Is this all it requires to get
...it worked really well? How can he track the correspondence between downloads and purchases and tell if one directly affected the other? It's hard to even say what those download statistics mean. I know I've downloaded the new book three times now, on multiple PCs, just to take a look at it.
As he points out, he doesn't have a first novel released in a non-e format to compare against. How would you go about deciding the correlation? Maybe if he included a coupon for the paper copy in the e format version?
-Trick
Hey !
I was reading the book!
Now the server's slashdotted!
Damnit
Is that a kind of cross between Coronation Street and Doctor Who
This is great, simply because I love it when people realize that consumers are willing to consume if they get what they pay for. I'm more than willing to pay for a book if I decide that I really like it. A reader might never have bought his work if they'd never read some of it online first.
Also, in my opinion its harder to concentrate reading off the screen that it is from a nice high quality 'physical artifact.'
I've just published my first book with Insurgent Productions and the contract leaves me a whole lot of flexibility as per promotion and manipulation of the content.
[shameless plug]The book is for sale at frankduff.com[/shameless plug]

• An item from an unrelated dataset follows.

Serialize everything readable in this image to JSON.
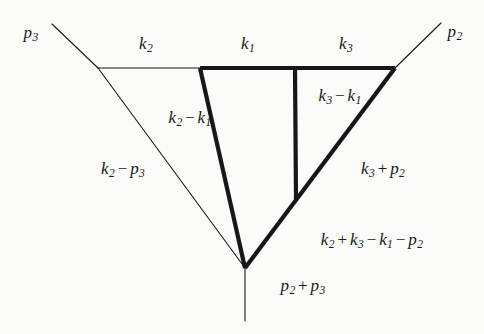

I am currently wrestling with the idea of releasing the full e-text. I intend to do so eventually, but am worried that if I do so in conjunction with the print release it might seriously affect sales, particularly since the website is one of my main retail points and the novel is short enough to reasonably read on a screen.
lysergically yours
From the webpage:
I don't believe that there's any market-demand for teasers or for "Digital Rights Management" technology: [...] so I'm giving this novel to you in three open and flexible formats"
If you want to, go ahead and buy a copy and I'll get my royalty. But there's no obligation on you to buy it if you've read -- you're not ripping me off -- [...] I'm not in competition with my publisher here.
Good to see that there are a few authors and publishers out there that knows that giving away free downloads do not hurt sales -- if the book is good it will most likely sell more. (see Baen Free Library).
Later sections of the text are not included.